To be a full participant in Davos, you have to be a poster child for income inequality.

The values that underpin the meeting were summed up for me last year by Indra Noyi, the chief executive of PepsiCo. She was talking about the lack of women at Davos.

Surprise, surprise, the gender balance is so bad that when companies were told they had to allocate their fifth ticket to a woman, many of them opted to forgo it and just to bring four men instead. Bet they still got charged $622,000 (€474,225) – the price for five tickets.

However, Noyi felt that relaxing Davos’s elite criteria could be counter-productive. “You’ve got to make sure they’re the right level of women. If you get a lower level, you’ll find the men won’t talk to the women.”

Well, that explains it. No wonder they don’t let the poor women attend. No one would talk to them.

You are most likely to get the coveted white badge at Davos that gets you in everywhere if you work for one of the world’s top 1,000 companies, you are a prime minister, or your name is Bono. Oh, and there’s always the few token religious leaders like Archbishop Diarmuid Martin.

Sharan Burrow, general secretary of the International Trade Union Confederation, really did want to talk about income inequality at the opening debate. She said that capitalism had lost its moral compass.

She didn’t get much support from the four men chosen to discuss the issue. They seemed to think that capitalism is just fine, really, just a bit misunderstood and undervalued.

In contrast, Klaus Schwab, founder of the forum, thinks that capitalism is over, and that talent will drive the agenda from now on. George Soros thinks the EU is over, unless Germany stops pushing punishing levels of austerity.

While such pronouncements were being made, and Enda was letting down the side, the real business of Davos was business, with many participants avoiding all the panel events and just getting on with making contacts that make them money. Andrew Ross Sorkin of Dealbook at the New York Timestalked about one executive who conducts more than 20 meetings a day with people from all over the globe. He gets more done than he would in three months of red-eye flights.

All that capitalism on steroids is enough to make your head hurt very badly, so I took refuge in reading Michael D’s speech at the NUI conferring in Dublin Castle instead. Michael D has a particular style that will never be accused of being concise, but the points he makes are very important.

You see, Michael D has this idea that universities should nurture thinking citizens, and that academics should challenge the consensus and find new ways for people to live well in this world.

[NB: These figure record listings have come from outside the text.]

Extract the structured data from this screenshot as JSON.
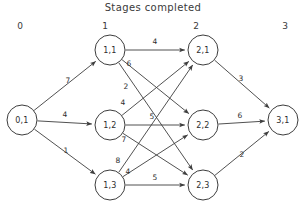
{
  "title": "Stages  completed",
  "stage_axis": {
    "labels": [
      "0",
      "1",
      "2",
      "3"
    ]
  },
  "nodes": [
    {
      "id": "n01",
      "label": "0,1",
      "cx": 22,
      "cy": 120,
      "r": 15
    },
    {
      "id": "n11",
      "label": "1,1",
      "cx": 110,
      "cy": 50,
      "r": 15
    },
    {
      "id": "n12",
      "label": "1,2",
      "cx": 110,
      "cy": 125,
      "r": 15
    },
    {
      "id": "n13",
      "label": "1,3",
      "cx": 110,
      "cy": 185,
      "r": 15
    },
    {
      "id": "n21",
      "label": "2,1",
      "cx": 203,
      "cy": 50,
      "r": 15
    },
    {
      "id": "n22",
      "label": "2,2",
      "cx": 203,
      "cy": 125,
      "r": 15
    },
    {
      "id": "n23",
      "label": "2,3",
      "cx": 203,
      "cy": 185,
      "r": 15
    },
    {
      "id": "n31",
      "label": "3,1",
      "cx": 283,
      "cy": 120,
      "r": 15
    }
  ],
  "edges": [
    {
      "from": "n01",
      "to": "n11",
      "weight": "7",
      "lx": 68,
      "ly": 83
    },
    {
      "from": "n01",
      "to": "n12",
      "weight": "4",
      "lx": 65,
      "ly": 117
    },
    {
      "from": "n01",
      "to": "n13",
      "weight": "1",
      "lx": 66,
      "ly": 153
    },
    {
      "from": "n11",
      "to": "n21",
      "weight": "4",
      "lx": 155,
      "ly": 44
    },
    {
      "from": "n11",
      "to": "n22",
      "weight": "6",
      "lx": 129,
      "ly": 66
    },
    {
      "from": "n11",
      "to": "n23",
      "weight": "2",
      "lx": 126,
      "ly": 89
    },
    {
      "from": "n12",
      "to": "n21",
      "weight": "4",
      "lx": 123,
      "ly": 105
    },
    {
      "from": "n12",
      "to": "n22",
      "weight": "5",
      "lx": 152,
      "ly": 119
    },
    {
      "from": "n12",
      "to": "n23",
      "weight": "7",
      "lx": 124,
      "ly": 142
    },
    {
      "from": "n13",
      "to": "n21",
      "weight": "8",
      "lx": 118,
      "ly": 163
    },
    {
      "from": "n13",
      "to": "n22",
      "weight": "4",
      "lx": 128,
      "ly": 174
    },
    {
      "from": "n13",
      "to": "n23",
      "weight": "5",
      "lx": 155,
      "ly": 180
    },
    {
      "from": "n21",
      "to": "n31",
      "weight": "3",
      "lx": 241,
      "ly": 81
    },
    {
      "from": "n22",
      "to": "n31",
      "weight": "6",
      "lx": 240,
      "ly": 118
    },
    {
      "from": "n23",
      "to": "n31",
      "weight": "2",
      "lx": 242,
      "ly": 157
    }
  ],
  "colors": {
    "ink": "#3d3d3d",
    "background": "#ffffff"
  }
}
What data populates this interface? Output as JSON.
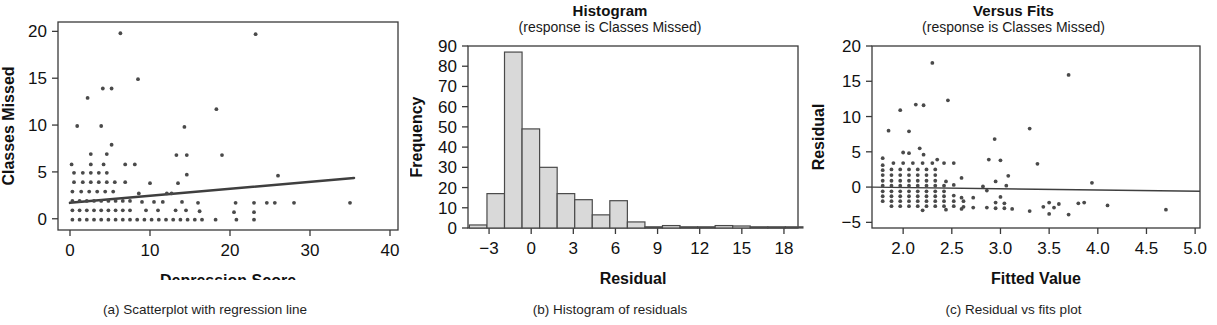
{
  "figure": {
    "panels": [
      {
        "id": "a",
        "title": "",
        "subtitle": "",
        "caption": "(a) Scatterplot with regression line",
        "xlabel": "Depression Score",
        "ylabel": "Classes Missed"
      },
      {
        "id": "b",
        "title": "Histogram",
        "subtitle": "(response is Classes Missed)",
        "caption": "(b) Histogram of residuals",
        "xlabel": "Residual",
        "ylabel": "Frequency"
      },
      {
        "id": "c",
        "title": "Versus Fits",
        "subtitle": "(response is Classes Missed)",
        "caption": "(c) Residual vs fits plot",
        "xlabel": "Fitted Value",
        "ylabel": "Residual"
      }
    ]
  },
  "colors": {
    "axis": "#3a3a3a",
    "point": "#4a4a4a",
    "bar_fill": "#d9d9d9",
    "bar_stroke": "#4a4a4a",
    "line": "#3f3f3f",
    "background": "#ffffff",
    "text": "#111111"
  },
  "chart_data": [
    {
      "type": "scatter",
      "panel": "a",
      "title": "",
      "subtitle": "",
      "caption": "(a) Scatterplot with regression line",
      "xlabel": "Depression Score",
      "ylabel": "Classes Missed",
      "xlim": [
        -1.5,
        41
      ],
      "ylim": [
        -1.2,
        21
      ],
      "xticks": [
        0,
        10,
        20,
        30,
        40
      ],
      "yticks": [
        0,
        5,
        10,
        15,
        20
      ],
      "xticklabels": [
        "0",
        "10",
        "20",
        "30",
        "40"
      ],
      "yticklabels": [
        "0",
        "5",
        "10",
        "15",
        "20"
      ],
      "grid": false,
      "legend": null,
      "regression_line": {
        "x": [
          0,
          35.5
        ],
        "y": [
          1.7,
          4.35
        ],
        "slope": 0.0746,
        "intercept": 1.7
      },
      "points": [
        [
          6.3,
          19.8
        ],
        [
          23.2,
          19.7
        ],
        [
          8.5,
          14.9
        ],
        [
          4.1,
          13.9
        ],
        [
          5.2,
          13.9
        ],
        [
          2.2,
          12.9
        ],
        [
          18.3,
          11.7
        ],
        [
          0.9,
          9.9
        ],
        [
          3.9,
          9.9
        ],
        [
          14.3,
          9.8
        ],
        [
          5.2,
          7.9
        ],
        [
          2.6,
          6.9
        ],
        [
          4.6,
          6.9
        ],
        [
          13.3,
          6.8
        ],
        [
          14.6,
          6.8
        ],
        [
          19.0,
          6.8
        ],
        [
          0.2,
          5.8
        ],
        [
          2.6,
          5.8
        ],
        [
          4.2,
          5.8
        ],
        [
          6.9,
          5.8
        ],
        [
          8.1,
          5.8
        ],
        [
          0.5,
          4.9
        ],
        [
          1.6,
          4.9
        ],
        [
          2.6,
          4.9
        ],
        [
          3.6,
          4.9
        ],
        [
          4.6,
          4.9
        ],
        [
          14.6,
          4.7
        ],
        [
          26.0,
          4.6
        ],
        [
          0.5,
          3.9
        ],
        [
          1.6,
          3.9
        ],
        [
          2.6,
          3.9
        ],
        [
          3.6,
          3.9
        ],
        [
          4.6,
          3.9
        ],
        [
          5.6,
          3.9
        ],
        [
          6.9,
          3.9
        ],
        [
          10.0,
          3.8
        ],
        [
          13.5,
          3.8
        ],
        [
          0.3,
          2.9
        ],
        [
          1.4,
          2.9
        ],
        [
          2.4,
          2.9
        ],
        [
          3.4,
          2.9
        ],
        [
          4.4,
          2.9
        ],
        [
          5.4,
          2.9
        ],
        [
          8.6,
          2.7
        ],
        [
          12.1,
          2.7
        ],
        [
          12.7,
          2.7
        ],
        [
          0.3,
          1.9
        ],
        [
          1.2,
          1.9
        ],
        [
          2.1,
          1.9
        ],
        [
          3.0,
          1.9
        ],
        [
          3.9,
          1.9
        ],
        [
          4.8,
          1.9
        ],
        [
          5.7,
          1.9
        ],
        [
          6.6,
          1.9
        ],
        [
          7.5,
          1.9
        ],
        [
          9.0,
          1.8
        ],
        [
          10.5,
          1.8
        ],
        [
          11.6,
          1.8
        ],
        [
          14.0,
          1.8
        ],
        [
          16.0,
          1.7
        ],
        [
          20.7,
          1.7
        ],
        [
          23.0,
          1.7
        ],
        [
          24.6,
          1.7
        ],
        [
          25.6,
          1.7
        ],
        [
          28.0,
          1.7
        ],
        [
          35.0,
          1.7
        ],
        [
          0.3,
          0.9
        ],
        [
          1.2,
          0.9
        ],
        [
          2.1,
          0.9
        ],
        [
          3.0,
          0.9
        ],
        [
          3.9,
          0.9
        ],
        [
          4.8,
          0.9
        ],
        [
          5.7,
          0.9
        ],
        [
          6.6,
          0.9
        ],
        [
          7.5,
          0.9
        ],
        [
          9.5,
          0.9
        ],
        [
          11.0,
          0.9
        ],
        [
          13.2,
          0.9
        ],
        [
          14.5,
          0.9
        ],
        [
          16.2,
          0.8
        ],
        [
          20.5,
          0.7
        ],
        [
          23.0,
          0.7
        ],
        [
          0.3,
          -0.1
        ],
        [
          1.2,
          -0.1
        ],
        [
          2.1,
          -0.1
        ],
        [
          3.0,
          -0.1
        ],
        [
          3.9,
          -0.1
        ],
        [
          4.8,
          -0.1
        ],
        [
          5.7,
          -0.1
        ],
        [
          6.6,
          -0.1
        ],
        [
          7.5,
          -0.1
        ],
        [
          8.4,
          -0.1
        ],
        [
          9.3,
          -0.1
        ],
        [
          10.2,
          -0.1
        ],
        [
          11.1,
          -0.1
        ],
        [
          12.0,
          -0.1
        ],
        [
          12.9,
          -0.1
        ],
        [
          13.8,
          -0.1
        ],
        [
          14.7,
          -0.1
        ],
        [
          15.6,
          -0.1
        ],
        [
          16.5,
          -0.1
        ],
        [
          18.2,
          -0.1
        ],
        [
          20.8,
          -0.1
        ],
        [
          23.0,
          -0.1
        ]
      ]
    },
    {
      "type": "bar",
      "panel": "b",
      "title": "Histogram",
      "subtitle": "(response is Classes Missed)",
      "caption": "(b) Histogram of residuals",
      "xlabel": "Residual",
      "ylabel": "Frequency",
      "xlim": [
        -4.5,
        19.0
      ],
      "ylim": [
        0,
        90
      ],
      "xticks": [
        -3,
        0,
        3,
        6,
        9,
        12,
        15,
        18
      ],
      "yticks": [
        0,
        10,
        20,
        30,
        40,
        50,
        60,
        70,
        80,
        90
      ],
      "xticklabels": [
        "−3",
        "0",
        "3",
        "6",
        "9",
        "12",
        "15",
        "18"
      ],
      "yticklabels": [
        "0",
        "10",
        "20",
        "30",
        "40",
        "50",
        "60",
        "70",
        "80",
        "90"
      ],
      "grid": false,
      "legend": null,
      "bin_width": 1.25,
      "bin_starts": [
        -4.4,
        -3.15,
        -1.9,
        -0.65,
        0.6,
        1.85,
        3.1,
        4.35,
        5.6,
        6.85,
        8.1,
        9.35,
        10.6,
        11.85,
        13.1,
        14.35,
        15.6,
        16.85,
        18.1
      ],
      "values": [
        1.5,
        17,
        87,
        49,
        30,
        17,
        14,
        6.5,
        13.5,
        3,
        0.5,
        1.2,
        0.4,
        0.3,
        1.2,
        1.0,
        0.2,
        0.5,
        0.4
      ]
    },
    {
      "type": "scatter",
      "panel": "c",
      "title": "Versus Fits",
      "subtitle": "(response is Classes Missed)",
      "caption": "(c) Residual vs fits plot",
      "xlabel": "Fitted Value",
      "ylabel": "Residual",
      "xlim": [
        1.68,
        5.05
      ],
      "ylim": [
        -5.8,
        20
      ],
      "xticks": [
        2.0,
        2.5,
        3.0,
        3.5,
        4.0,
        4.5,
        5.0
      ],
      "yticks": [
        -5,
        0,
        5,
        10,
        15,
        20
      ],
      "xticklabels": [
        "2.0",
        "2.5",
        "3.0",
        "3.5",
        "4.0",
        "4.5",
        "5.0"
      ],
      "yticklabels": [
        "−5",
        "0",
        "5",
        "10",
        "15",
        "20"
      ],
      "grid": false,
      "legend": null,
      "reference_line": {
        "y0": 0.0,
        "y1": -0.6,
        "x": [
          1.68,
          5.05
        ]
      },
      "points": [
        [
          2.3,
          17.6
        ],
        [
          3.7,
          15.9
        ],
        [
          2.46,
          12.3
        ],
        [
          2.13,
          11.7
        ],
        [
          2.21,
          11.6
        ],
        [
          1.97,
          10.9
        ],
        [
          1.85,
          8.0
        ],
        [
          2.06,
          7.9
        ],
        [
          3.3,
          8.3
        ],
        [
          2.94,
          6.8
        ],
        [
          2.17,
          5.5
        ],
        [
          1.79,
          4.1
        ],
        [
          2.0,
          4.9
        ],
        [
          2.06,
          4.8
        ],
        [
          2.21,
          4.6
        ],
        [
          2.35,
          3.9
        ],
        [
          2.42,
          3.4
        ],
        [
          2.52,
          3.4
        ],
        [
          2.88,
          3.9
        ],
        [
          3.0,
          3.8
        ],
        [
          3.38,
          3.3
        ],
        [
          1.79,
          3.1
        ],
        [
          1.9,
          3.4
        ],
        [
          2.0,
          3.4
        ],
        [
          2.1,
          3.4
        ],
        [
          2.2,
          3.4
        ],
        [
          2.3,
          3.4
        ],
        [
          1.79,
          2.4
        ],
        [
          1.88,
          2.5
        ],
        [
          1.97,
          2.5
        ],
        [
          2.06,
          2.5
        ],
        [
          2.15,
          2.5
        ],
        [
          2.24,
          2.5
        ],
        [
          2.33,
          2.5
        ],
        [
          1.79,
          1.7
        ],
        [
          1.88,
          1.7
        ],
        [
          1.97,
          1.7
        ],
        [
          2.06,
          1.7
        ],
        [
          2.15,
          1.7
        ],
        [
          2.24,
          1.7
        ],
        [
          2.33,
          1.7
        ],
        [
          2.6,
          1.3
        ],
        [
          3.08,
          1.6
        ],
        [
          1.79,
          0.9
        ],
        [
          1.88,
          0.9
        ],
        [
          1.97,
          0.9
        ],
        [
          2.06,
          0.9
        ],
        [
          2.15,
          0.9
        ],
        [
          2.24,
          0.9
        ],
        [
          2.33,
          0.9
        ],
        [
          2.44,
          0.8
        ],
        [
          2.95,
          0.8
        ],
        [
          3.94,
          0.6
        ],
        [
          1.79,
          0.2
        ],
        [
          1.88,
          0.2
        ],
        [
          1.97,
          0.2
        ],
        [
          2.06,
          0.2
        ],
        [
          2.15,
          0.2
        ],
        [
          2.24,
          0.2
        ],
        [
          2.33,
          0.2
        ],
        [
          2.42,
          0.2
        ],
        [
          2.52,
          0.3
        ],
        [
          2.82,
          0.1
        ],
        [
          3.06,
          0.2
        ],
        [
          1.79,
          -0.6
        ],
        [
          1.88,
          -0.6
        ],
        [
          1.97,
          -0.6
        ],
        [
          2.06,
          -0.6
        ],
        [
          2.15,
          -0.6
        ],
        [
          2.24,
          -0.6
        ],
        [
          2.33,
          -0.6
        ],
        [
          2.42,
          -0.6
        ],
        [
          2.86,
          -0.5
        ],
        [
          1.79,
          -1.3
        ],
        [
          1.88,
          -1.3
        ],
        [
          1.97,
          -1.3
        ],
        [
          2.06,
          -1.3
        ],
        [
          2.15,
          -1.3
        ],
        [
          2.24,
          -1.3
        ],
        [
          2.33,
          -1.3
        ],
        [
          2.42,
          -1.3
        ],
        [
          2.52,
          -1.2
        ],
        [
          2.6,
          -1.5
        ],
        [
          2.72,
          -1.5
        ],
        [
          3.0,
          -1.4
        ],
        [
          1.79,
          -2.0
        ],
        [
          1.88,
          -2.0
        ],
        [
          1.97,
          -2.0
        ],
        [
          2.06,
          -2.0
        ],
        [
          2.15,
          -2.0
        ],
        [
          2.24,
          -2.0
        ],
        [
          2.33,
          -2.0
        ],
        [
          2.42,
          -2.0
        ],
        [
          2.52,
          -2.0
        ],
        [
          2.62,
          -2.0
        ],
        [
          2.95,
          -2.2
        ],
        [
          3.04,
          -2.3
        ],
        [
          3.5,
          -2.2
        ],
        [
          3.8,
          -2.3
        ],
        [
          3.86,
          -2.2
        ],
        [
          3.6,
          -2.4
        ],
        [
          1.88,
          -2.7
        ],
        [
          1.97,
          -2.7
        ],
        [
          2.06,
          -2.7
        ],
        [
          2.15,
          -2.7
        ],
        [
          2.24,
          -2.7
        ],
        [
          2.33,
          -2.7
        ],
        [
          2.42,
          -2.7
        ],
        [
          2.52,
          -2.7
        ],
        [
          2.62,
          -2.8
        ],
        [
          2.72,
          -2.9
        ],
        [
          2.86,
          -2.9
        ],
        [
          2.95,
          -3.0
        ],
        [
          3.04,
          -3.0
        ],
        [
          3.12,
          -3.1
        ],
        [
          3.3,
          -3.4
        ],
        [
          3.44,
          -2.8
        ],
        [
          3.55,
          -2.9
        ],
        [
          4.1,
          -2.6
        ],
        [
          4.7,
          -3.2
        ],
        [
          3.5,
          -3.8
        ],
        [
          3.7,
          -3.9
        ],
        [
          2.2,
          -3.3
        ],
        [
          2.44,
          -3.2
        ],
        [
          2.6,
          -3.1
        ]
      ]
    }
  ]
}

He says things like: “Intellectuals are challenged, I believe, now, to a moral choice: to drift into, be part of, a consensus that accepts a failed paradigm of life and economy, or to offer, or seek to recover, the possibility of alternative futures.”

He believes that there is an intellectual and moral crisis that is even more significant than the economic crisis. He is right.

Funny how everything Michael D says will be written off as naive and unworldly, while the certifiable loons at Davos will continue to be applauded as realistic and pragmatic.

Yet as George Monbiot says: “What is realistic is what happens. The moment we make it happen, it becomes realistic.” Conversely, when we declare that something is the only possibility, that becomes reality, too.

The contradictions of Davos show us that not only do most of the emperors have no clothes, but they also have nothing new to say, either. If President Higgins can manage to mobilise people in his forthcoming seminars to look at ways of actively putting citizenship and selflessness ahead of market demands and shareholder value, he will have made a step towards freeing us from what he called “the fatalism of bogus inevitabilities”.

Criminal capitalism, with its cynical exploitation of people and resources, led us into the mess we are in. But it was not inevitable. Unjust income inequality is not a natural event. It happens because of the decisions that are made by individuals, communities, governments and corporations. It can change in the same way.